Editing: Michael Dallen

Michael Dallen authored The Rainbow Covenant: Torah and the Seven Universal Laws. Director, The First Covenant Foundation. Editor, “Covenant Connection,” our monthly newsletter.

"Rainbow Covenant is essential reading." “Truly and obviously a MOST wonderful work.”


Noahides’ remarkable connections to the Temple in Jerusalem – the once and future Temple of HaShem - are discussed in the hyperlinked piece below, from Articles:

 

Temple Mount in Ruins

 





We call on God for help. As the prayer that Israel says every morning just before reciting the Hebrew statement of faith known as the shema asks (please understand that this is much richer in Hebrew than in English): Our Father, the merciful Father, Who acts mercifully, have mercy on us, instill in our hearts to understand and elucidate, to listen, learn, teach, safeguard, perform and fulfill all the words of Your Torah's teachings with love. Enlighten our eyes in Your Torah, attach our hearts to Your commandments, and unify our hearts to love and fear Your Name. Amen.

Questions? Comments?

We want to hear from you.

 

Visit our website: we're constantly adding new content.

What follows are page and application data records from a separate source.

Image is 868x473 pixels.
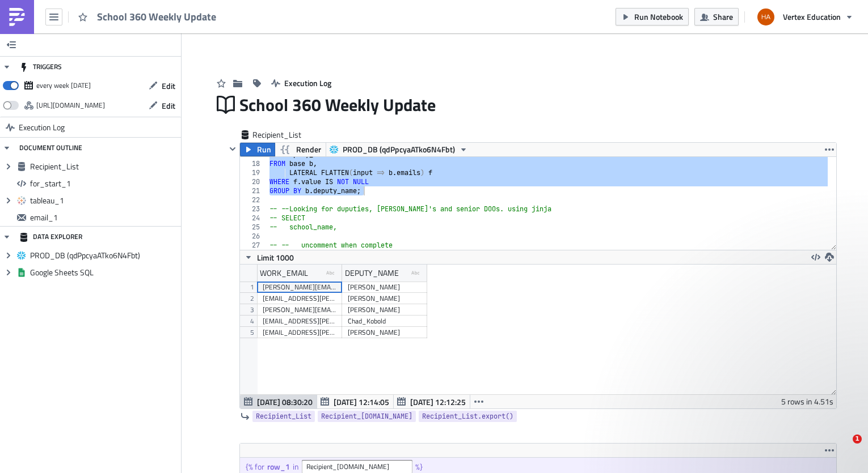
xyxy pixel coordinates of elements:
button: Vertex Education [750,4,860,29]
button: Edit [143,77,181,94]
button: Share [695,8,739,25]
button: [DATE] 12:12:25 [393,395,470,409]
div: in [293,462,302,472]
div: every week on Friday [36,77,91,94]
span: Share [713,10,733,22]
span: Recipient_List.export() [422,411,513,422]
div: Chad_Kobold [348,316,422,327]
span: tableau_1 [30,196,178,206]
button: Run Notebook [615,8,689,25]
span: Render [296,143,321,157]
span: School 360 Weekly Update [97,10,218,23]
span: email_1 [30,213,178,223]
img: Avatar [756,7,776,27]
span: for_start_1 [30,178,178,189]
div: 25 [240,223,267,232]
span: Execution Log [19,118,65,138]
button: Render [275,143,326,157]
span: Limit 1000 [257,252,294,264]
span: Recipient_List [253,129,302,141]
span: Google Sheets SQL [30,268,178,278]
a: Recipient_[DOMAIN_NAME] [317,411,416,422]
img: PushMetrics [8,8,26,26]
div: [PERSON_NAME] [348,327,422,338]
div: [EMAIL_ADDRESS][PERSON_NAME][DOMAIN_NAME], [PERSON_NAME][DOMAIN_NAME][EMAIL_ADDRESS][PERSON_NAME]... [263,293,336,304]
span: Run [257,143,271,157]
div: https://pushmetrics.io/api/v1/report/w3lAZzYo8K/webhook?token=a044d2ece7c6404abefc69cf851384d0 [36,97,105,114]
div: WORK_EMAIL [260,265,308,282]
div: TRIGGERS [20,57,62,77]
div: DEPUTY_NAME [345,265,399,282]
button: Hide content [226,142,239,156]
span: [DATE] 12:12:25 [410,397,466,408]
button: PROD_DB (qdPpcyaATko6N4Fbt) [326,143,472,157]
div: 27 [240,241,267,250]
span: Recipient_List [30,162,178,172]
div: 20 [240,178,267,187]
div: 19 [240,169,267,178]
div: [EMAIL_ADDRESS][PERSON_NAME][DOMAIN_NAME], [DOMAIN_NAME][EMAIL_ADDRESS][DOMAIN_NAME], [PERSON_NAM... [263,316,336,327]
iframe: Intercom live chat [830,435,857,462]
div: 18 [240,159,267,169]
div: 21 [240,187,267,196]
div: DATA EXPLORER [20,226,83,247]
span: [DATE] 08:30:20 [257,397,313,408]
button: [DATE] 12:14:05 [317,395,394,409]
span: Edit [162,100,176,112]
div: DOCUMENT OUTLINE [20,138,83,158]
span: 1 [853,435,862,444]
div: [PERSON_NAME] [348,304,422,316]
button: [DATE] 08:30:20 [240,395,317,409]
span: PROD_DB (qdPpcyaATko6N4Fbt) [343,143,455,157]
span: Run Notebook [634,10,683,22]
button: Execution Log [266,74,337,92]
span: Execution Log [284,77,332,89]
span: Recipient_List [256,411,311,422]
div: %} [416,462,425,472]
div: [PERSON_NAME][EMAIL_ADDRESS][PERSON_NAME][DOMAIN_NAME], [PERSON_NAME][DOMAIN_NAME][EMAIL_ADDRESS]... [263,282,336,293]
div: [PERSON_NAME] [348,293,422,304]
div: 22 [240,196,267,205]
div: 24 [240,214,267,223]
span: [DATE] 12:14:05 [334,397,389,408]
a: Recipient_List.export() [419,411,517,422]
div: {% for [245,462,267,472]
span: School 360 Weekly Update [239,94,437,115]
div: [EMAIL_ADDRESS][PERSON_NAME][DOMAIN_NAME], [PERSON_NAME][DOMAIN_NAME][EMAIL_ADDRESS][PERSON_NAME]... [263,327,336,338]
div: row_1 [267,462,293,472]
button: Limit 1000 [240,250,298,264]
span: PROD_DB (qdPpcyaATko6N4Fbt) [30,250,178,261]
div: 26 [240,232,267,241]
div: 23 [240,205,267,214]
button: Edit [143,97,181,115]
span: Vertex Education [783,10,841,22]
a: Recipient_List [253,411,315,422]
div: [PERSON_NAME] [348,282,422,293]
span: Recipient_[DOMAIN_NAME] [321,411,413,422]
span: Edit [162,80,176,92]
div: [PERSON_NAME][EMAIL_ADDRESS][PERSON_NAME][DOMAIN_NAME], [PERSON_NAME][DOMAIN_NAME][EMAIL_ADDRESS]... [263,304,336,316]
button: Run [240,143,275,157]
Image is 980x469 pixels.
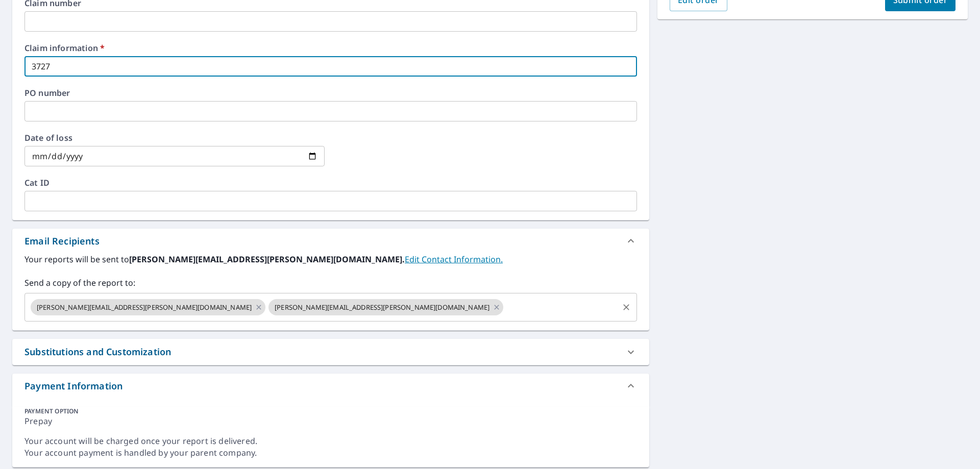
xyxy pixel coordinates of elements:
[24,345,171,359] div: Substitutions and Customization
[24,89,637,97] label: PO number
[24,379,123,392] div: Payment Information
[24,253,637,265] label: Your reports will be sent to
[404,253,503,265] a: EditContactInfo
[268,303,495,312] span: [PERSON_NAME][EMAIL_ADDRESS][PERSON_NAME][DOMAIN_NAME]
[31,299,265,315] div: [PERSON_NAME][EMAIL_ADDRESS][PERSON_NAME][DOMAIN_NAME]
[129,253,404,265] b: [PERSON_NAME][EMAIL_ADDRESS][PERSON_NAME][DOMAIN_NAME].
[24,406,637,415] div: PAYMENT OPTION
[24,234,99,248] div: Email Recipients
[24,435,637,447] div: Your account will be charged once your report is delivered.
[24,415,637,435] div: Prepay
[13,374,649,398] div: Payment Information
[24,44,637,52] label: Claim information
[24,447,637,459] div: Your account payment is handled by your parent company.
[268,299,503,315] div: [PERSON_NAME][EMAIL_ADDRESS][PERSON_NAME][DOMAIN_NAME]
[13,228,649,253] div: Email Recipients
[24,277,637,288] label: Send a copy of the report to:
[31,303,257,312] span: [PERSON_NAME][EMAIL_ADDRESS][PERSON_NAME][DOMAIN_NAME]
[13,338,649,364] div: Substitutions and Customization
[24,178,637,187] label: Cat ID
[619,300,634,314] button: Clear
[24,134,325,141] label: Date of loss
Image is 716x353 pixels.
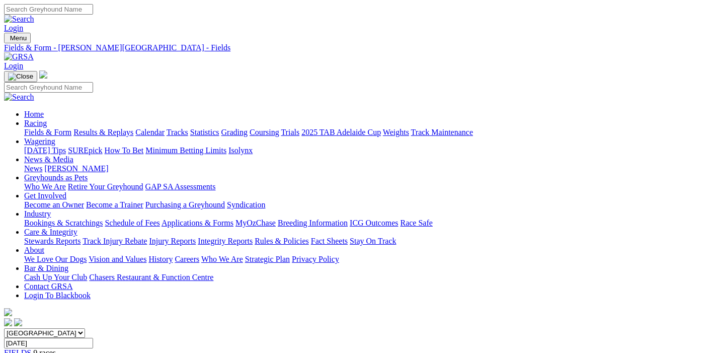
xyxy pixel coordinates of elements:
[235,218,276,227] a: MyOzChase
[383,128,409,136] a: Weights
[175,255,199,263] a: Careers
[4,15,34,24] img: Search
[4,82,93,93] input: Search
[4,93,34,102] img: Search
[24,191,66,200] a: Get Involved
[24,119,47,127] a: Racing
[4,4,93,15] input: Search
[24,146,66,154] a: [DATE] Tips
[24,255,712,264] div: About
[24,200,84,209] a: Become an Owner
[201,255,243,263] a: Who We Are
[350,236,396,245] a: Stay On Track
[281,128,299,136] a: Trials
[245,255,290,263] a: Strategic Plan
[24,273,712,282] div: Bar & Dining
[4,71,37,82] button: Toggle navigation
[24,218,103,227] a: Bookings & Scratchings
[4,43,712,52] a: Fields & Form - [PERSON_NAME][GEOGRAPHIC_DATA] - Fields
[198,236,253,245] a: Integrity Reports
[86,200,143,209] a: Become a Trainer
[24,255,87,263] a: We Love Our Dogs
[135,128,165,136] a: Calendar
[8,72,33,80] img: Close
[24,227,77,236] a: Care & Integrity
[145,200,225,209] a: Purchasing a Greyhound
[24,200,712,209] div: Get Involved
[83,236,147,245] a: Track Injury Rebate
[24,110,44,118] a: Home
[24,155,73,164] a: News & Media
[24,164,42,173] a: News
[24,236,80,245] a: Stewards Reports
[24,209,51,218] a: Industry
[228,146,253,154] a: Isolynx
[68,182,143,191] a: Retire Your Greyhound
[24,182,66,191] a: Who We Are
[4,24,23,32] a: Login
[73,128,133,136] a: Results & Replays
[24,282,72,290] a: Contact GRSA
[145,182,216,191] a: GAP SA Assessments
[400,218,432,227] a: Race Safe
[24,128,712,137] div: Racing
[411,128,473,136] a: Track Maintenance
[24,246,44,254] a: About
[227,200,265,209] a: Syndication
[250,128,279,136] a: Coursing
[148,255,173,263] a: History
[14,318,22,326] img: twitter.svg
[4,308,12,316] img: logo-grsa-white.png
[278,218,348,227] a: Breeding Information
[24,182,712,191] div: Greyhounds as Pets
[24,173,88,182] a: Greyhounds as Pets
[39,70,47,78] img: logo-grsa-white.png
[350,218,398,227] a: ICG Outcomes
[24,146,712,155] div: Wagering
[149,236,196,245] a: Injury Reports
[161,218,233,227] a: Applications & Forms
[24,128,71,136] a: Fields & Form
[24,264,68,272] a: Bar & Dining
[24,236,712,246] div: Care & Integrity
[190,128,219,136] a: Statistics
[4,52,34,61] img: GRSA
[292,255,339,263] a: Privacy Policy
[4,318,12,326] img: facebook.svg
[105,218,159,227] a: Schedule of Fees
[4,33,31,43] button: Toggle navigation
[221,128,248,136] a: Grading
[301,128,381,136] a: 2025 TAB Adelaide Cup
[68,146,102,154] a: SUREpick
[44,164,108,173] a: [PERSON_NAME]
[24,218,712,227] div: Industry
[145,146,226,154] a: Minimum Betting Limits
[255,236,309,245] a: Rules & Policies
[89,273,213,281] a: Chasers Restaurant & Function Centre
[311,236,348,245] a: Fact Sheets
[89,255,146,263] a: Vision and Values
[105,146,144,154] a: How To Bet
[24,273,87,281] a: Cash Up Your Club
[24,137,55,145] a: Wagering
[24,164,712,173] div: News & Media
[167,128,188,136] a: Tracks
[4,61,23,70] a: Login
[24,291,91,299] a: Login To Blackbook
[10,34,27,42] span: Menu
[4,338,93,348] input: Select date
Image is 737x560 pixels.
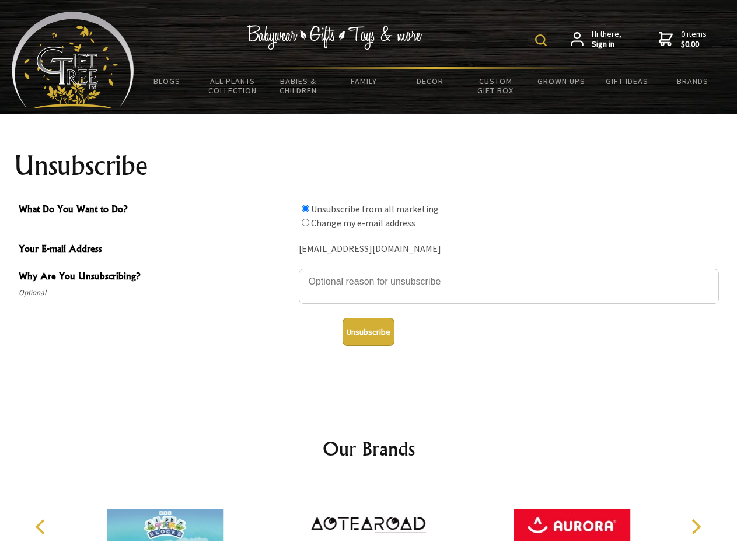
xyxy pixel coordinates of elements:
span: Your E-mail Address [19,241,293,258]
label: Unsubscribe from all marketing [311,203,439,214]
span: Hi there, [591,29,621,49]
a: Hi there,Sign in [571,29,621,49]
img: Babyware - Gifts - Toys and more... [12,12,134,108]
a: All Plants Collection [200,69,266,103]
h1: Unsubscribe [14,152,724,180]
input: What Do You Want to Do? [302,219,309,227]
div: [EMAIL_ADDRESS][DOMAIN_NAME] [298,241,719,258]
a: Grown Ups [528,69,594,93]
img: product search [535,35,546,46]
span: Optional [19,286,293,300]
a: Decor [397,69,462,93]
button: Unsubscribe [342,318,394,346]
strong: Sign in [591,39,621,49]
button: Next [683,514,708,540]
a: 0 items$0.00 [658,29,707,49]
a: Babies & Children [266,69,331,103]
a: Family [331,69,397,93]
span: Why Are You Unsubscribing? [19,269,293,286]
a: Brands [660,69,725,93]
a: Gift Ideas [594,69,660,93]
a: Custom Gift Box [462,69,529,103]
img: Babywear - Gifts - Toys & more [247,25,422,49]
input: What Do You Want to Do? [302,205,309,213]
strong: $0.00 [681,39,707,49]
button: Previous [29,514,55,540]
span: 0 items [681,29,707,49]
label: Change my e-mail address [311,217,415,229]
textarea: Why Are You Unsubscribing? [298,269,719,304]
h2: Our Brands [23,434,714,463]
span: What Do You Want to Do? [19,202,293,219]
a: BLOGS [134,69,200,93]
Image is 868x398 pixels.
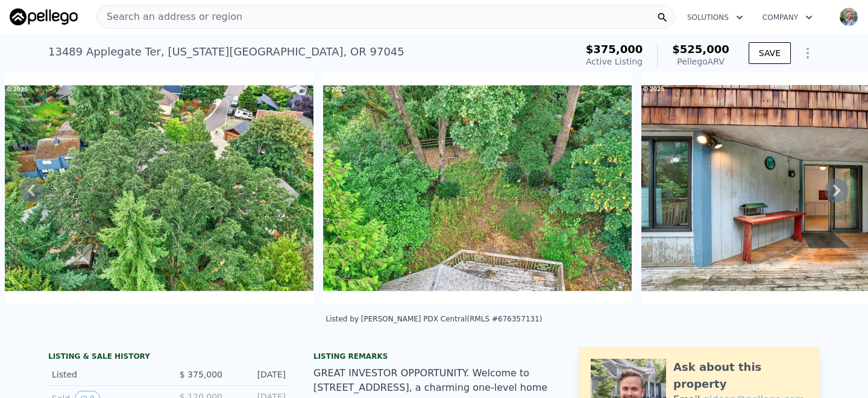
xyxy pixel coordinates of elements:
img: Sale: 167438260 Parcel: 73903405 [323,72,632,304]
div: Listed by [PERSON_NAME] PDX Central (RMLS #676357131) [326,315,542,323]
span: Active Listing [586,56,643,66]
div: Listing remarks [313,352,555,362]
button: Show Options [796,41,820,66]
button: SAVE [749,42,791,64]
img: Sale: 167438260 Parcel: 73903405 [5,72,313,304]
img: Pellego [10,8,78,26]
div: Ask about this property [673,359,808,393]
span: $ 375,000 [180,370,223,380]
div: LISTING & SALE HISTORY [48,352,289,364]
span: Search an address or region [97,10,243,24]
span: $525,000 [672,43,730,56]
button: Company [753,7,822,28]
img: avatar [839,7,858,27]
div: 13489 Applegate Ter , [US_STATE][GEOGRAPHIC_DATA] , OR 97045 [48,43,404,61]
div: Listed [52,369,159,381]
div: Pellego ARV [672,56,730,68]
span: $375,000 [586,43,644,56]
div: [DATE] [232,369,286,381]
button: Solutions [678,7,753,28]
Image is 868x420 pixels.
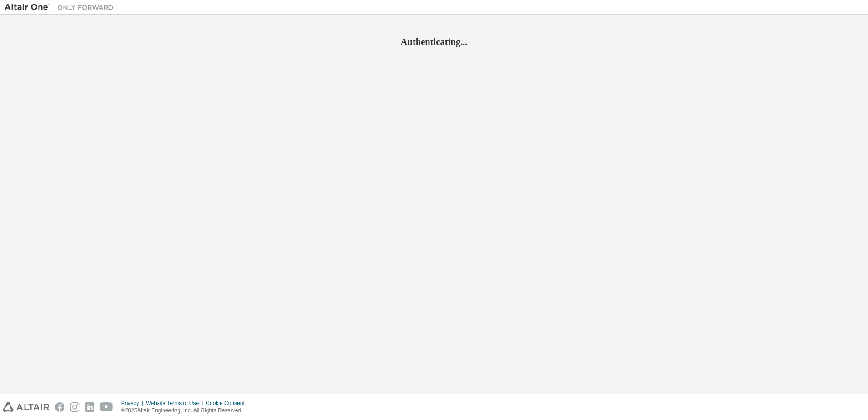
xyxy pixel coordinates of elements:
div: Website Terms of Use [146,400,205,407]
img: Altair One [5,3,118,12]
div: Privacy [121,400,146,407]
img: altair_logo.svg [3,402,50,412]
img: instagram.svg [70,402,80,412]
img: youtube.svg [100,402,113,412]
img: linkedin.svg [85,402,95,412]
p: © 2025 Altair Engineering, Inc. All Rights Reserved. [121,407,250,415]
img: facebook.svg [55,402,65,412]
div: Cookie Consent [205,400,250,407]
h2: Authenticating... [5,36,864,48]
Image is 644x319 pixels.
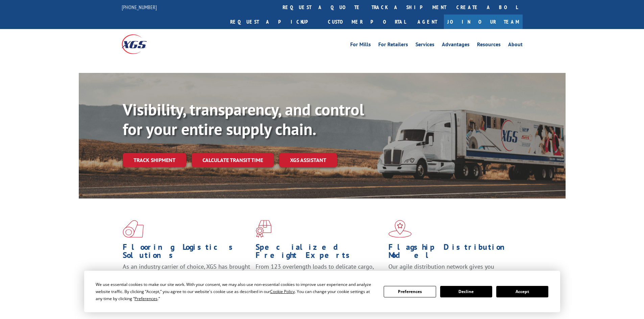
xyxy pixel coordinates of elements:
a: XGS ASSISTANT [279,153,337,168]
h1: Specialized Freight Experts [256,243,384,263]
h1: Flagship Distribution Model [388,243,516,263]
button: Accept [496,286,549,298]
a: Advantages [442,42,470,49]
b: Visibility, transparency, and control for your entire supply chain. [123,99,364,139]
a: Track shipment [123,153,186,167]
button: Decline [440,286,492,298]
p: From 123 overlength loads to delicate cargo, our experienced staff knows the best way to move you... [256,263,384,293]
button: Preferences [384,286,436,298]
h1: Flooring Logistics Solutions [123,243,251,263]
a: For Retailers [378,42,408,49]
a: Services [416,42,434,49]
div: We use essential cookies to make our site work. With your consent, we may also use non-essential ... [96,281,376,303]
a: About [508,42,523,49]
a: [PHONE_NUMBER] [122,4,157,11]
img: xgs-icon-focused-on-flooring-red [256,220,272,238]
a: Agent [411,15,444,29]
div: Cookie Consent Prompt [84,271,560,312]
a: Calculate transit time [192,153,274,168]
a: Request a pickup [225,15,323,29]
img: xgs-icon-total-supply-chain-intelligence-red [123,220,144,238]
a: Customer Portal [323,15,411,29]
img: xgs-icon-flagship-distribution-model-red [388,220,412,238]
span: Cookie Policy [270,289,295,294]
a: Join Our Team [444,15,523,29]
span: Preferences [135,296,157,302]
span: Our agile distribution network gives you nationwide inventory management on demand. [388,263,513,278]
span: As an industry carrier of choice, XGS has brought innovation and dedication to flooring logistics... [123,263,250,287]
a: Resources [477,42,501,49]
a: For Mills [350,42,371,49]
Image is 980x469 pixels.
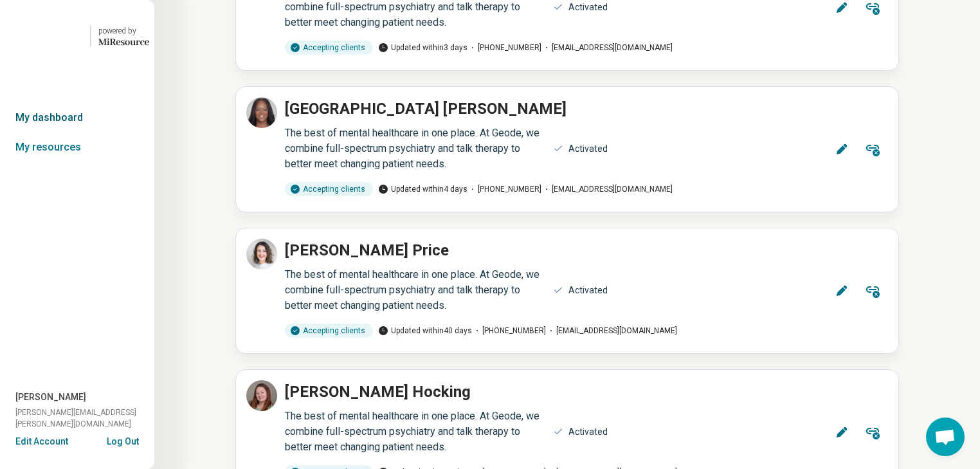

If you like Rainbow Covenant: Torah and the Seven Universal Laws
Please let people, who might read about it online,
benefit from your insight: write a few lines about it 
on Amazon.com (Just a few sentences will help.)

 

Home

Covenant Connection Archives

Articles

Find the latest and best edition of each Covenant Connection on the web

 
To learn more about us, or join First Covenant 
  
Click here: Community

www.1stcovenant.com      www.1stcovenant.org      www.rainbowcovenant.org

 

Please feel free to copy and reprint Covenant Connection or any part of it, but please include this sentence with the copyright information: 
© 2015 The First Covenant Foundation

First Covenant is a U.S. IRS 501(C)(3) educational and religious non-profit organization. Contributions to First Covenant are tax-deductible.